Mechanism: Age-related taurine decline reduces FXR activation, impairing ileal ASBT and disrupting bile acid reabsorption. Readout: Readout: Interventions restore ASBT, normalize enterohepatic circulation, and improve metabolic health markers.
Hypothesis
Age‑dependent loss of apical sodium‑dependent bile acid transporter (ASBT) in the ileum is a primary driver of metabolic aging, not a passive consequence. Reduced circulating taurine with age diminishes FXR activation in enterocytes, lowering ASBT transcription and impairing bile acid reabsorption. The resulting increase in fecal bile acid loss shifts the bile acid pool toward unconjugated, microbial‑deconjugated species, which further suppresses FXR signaling and exacerbates intestinal stem cell dysfunction, creating a feed‑forward loop that accelerates systemic metabolic decline.
Testable predictions
- Expression: ASBT mRNA and protein levels in the ileum will be significantly lower in 24‑month‑old mice compared with 3‑month‑old controls (2).
- Taurine link: Serum taurine concentrations will correlate positively with ileal ASBT levels across the lifespan (3).
- FXR mediation: Pharmacological activation of FXR (e.g., with GW4064) in aged mice will restore ASBT expression and improve bile acid reabsorption, whereas intestinal‑specific FXR knockout will mimic the age‑related ASBT decline even in young animals.
- Microbiome feedback: Aged mice with low ASBT will show increased fecal unconjugated bile acids and heightened abundance of bile‑acid‑deconjugating bacterial taxa (e.g., Clostridium spp.), which can be reversed by taurine supplementation or FXR agonism.
- Functional outcome: Radiolabeled taurocholate kinetic studies will reveal decreased ileal uptake rate and increased fecal loss in old mice; rescuing ASBT via taurine or FXR will normalize enterohepatic circulation and improve metabolic readouts (glucose tolerance, lipid profile).
Experimental approach
- Use cohorts of male and female C57BL/6 mice at 3, 12, and 24 months.
- Quantify ileal ASBT by qPCR and immunoblotting; measure serum and hepatic taurine by LC‑MS.
- Treat subsets with taurine (1% w/v in drinking water) or FXR agonist for 4 weeks.
- Perform bile acid pool profiling (conjugated vs unconjugated) and 16S rRNA sequencing to assess deconjugator abundance.
- Conduct enterohepatic circulation assays with [^3H]‑taurocholate to calculate reabsorption efficiency and cycling frequency.
- Assess intestinal stem cell markers (Lgr5, Ki67) and barrier function (FITC‑dextran permeability).
If ASBT decline is causally linked to taurine‑FXR signaling, restoring either should prevent the age‑related shift in bile acid metabolism and ameliorate intestinal and systemic phenotypes. Conversely, if ASBT remains unchanged despite taurine/FXR manipulation, the hypothesis would be falsified, prompting a re‑evaluation of intestinal versus hepatic drivers of metabolic aging.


* **Required action**:
Only the number is needed: the count of lines in the records with the word "badge".

Stored data entries:
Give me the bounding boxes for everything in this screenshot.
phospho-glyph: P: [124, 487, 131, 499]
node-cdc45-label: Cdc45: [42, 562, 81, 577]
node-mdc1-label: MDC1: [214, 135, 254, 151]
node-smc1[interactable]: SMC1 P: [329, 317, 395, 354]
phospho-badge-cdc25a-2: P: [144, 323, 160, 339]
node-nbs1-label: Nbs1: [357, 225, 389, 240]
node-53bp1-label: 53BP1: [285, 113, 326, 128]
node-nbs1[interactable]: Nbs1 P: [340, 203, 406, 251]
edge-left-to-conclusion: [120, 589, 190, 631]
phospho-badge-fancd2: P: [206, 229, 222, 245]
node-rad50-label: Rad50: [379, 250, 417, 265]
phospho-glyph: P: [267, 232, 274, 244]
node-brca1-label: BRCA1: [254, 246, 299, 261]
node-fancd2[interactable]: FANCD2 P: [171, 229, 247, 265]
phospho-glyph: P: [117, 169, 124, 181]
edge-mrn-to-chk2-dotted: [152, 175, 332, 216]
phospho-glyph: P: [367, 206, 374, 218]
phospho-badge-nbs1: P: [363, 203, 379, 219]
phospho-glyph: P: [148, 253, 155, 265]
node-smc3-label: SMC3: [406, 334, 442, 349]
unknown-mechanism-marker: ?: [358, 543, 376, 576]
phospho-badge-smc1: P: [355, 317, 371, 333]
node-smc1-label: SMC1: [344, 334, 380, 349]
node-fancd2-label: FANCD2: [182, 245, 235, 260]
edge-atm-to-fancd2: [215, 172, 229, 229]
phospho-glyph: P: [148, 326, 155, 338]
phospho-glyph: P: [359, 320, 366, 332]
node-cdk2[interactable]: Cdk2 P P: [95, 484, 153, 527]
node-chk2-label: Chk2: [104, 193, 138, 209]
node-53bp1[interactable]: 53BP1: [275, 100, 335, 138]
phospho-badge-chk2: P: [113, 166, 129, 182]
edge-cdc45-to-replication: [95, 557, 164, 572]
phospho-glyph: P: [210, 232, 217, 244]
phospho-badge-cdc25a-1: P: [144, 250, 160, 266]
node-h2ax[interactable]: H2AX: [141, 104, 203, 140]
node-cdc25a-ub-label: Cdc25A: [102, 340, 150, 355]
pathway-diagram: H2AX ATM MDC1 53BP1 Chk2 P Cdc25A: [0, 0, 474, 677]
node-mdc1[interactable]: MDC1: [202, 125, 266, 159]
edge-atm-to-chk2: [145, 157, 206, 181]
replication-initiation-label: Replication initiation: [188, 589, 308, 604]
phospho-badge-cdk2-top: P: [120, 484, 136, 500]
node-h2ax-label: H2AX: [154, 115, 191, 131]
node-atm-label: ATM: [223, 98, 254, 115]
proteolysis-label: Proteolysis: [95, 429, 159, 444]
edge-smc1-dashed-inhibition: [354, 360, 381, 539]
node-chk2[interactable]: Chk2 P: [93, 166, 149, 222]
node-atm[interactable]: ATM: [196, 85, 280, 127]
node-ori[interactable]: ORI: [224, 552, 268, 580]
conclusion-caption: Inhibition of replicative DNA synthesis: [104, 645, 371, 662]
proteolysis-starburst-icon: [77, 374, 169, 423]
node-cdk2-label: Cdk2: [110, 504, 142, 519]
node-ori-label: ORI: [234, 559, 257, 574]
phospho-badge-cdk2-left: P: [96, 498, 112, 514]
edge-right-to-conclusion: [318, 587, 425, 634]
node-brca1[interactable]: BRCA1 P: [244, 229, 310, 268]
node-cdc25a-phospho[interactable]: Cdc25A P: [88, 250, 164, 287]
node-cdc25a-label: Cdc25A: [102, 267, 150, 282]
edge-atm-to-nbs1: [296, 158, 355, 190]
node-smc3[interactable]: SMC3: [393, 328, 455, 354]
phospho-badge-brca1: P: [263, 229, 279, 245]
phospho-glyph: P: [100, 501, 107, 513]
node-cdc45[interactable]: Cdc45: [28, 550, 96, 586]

* **Expected answer**:
9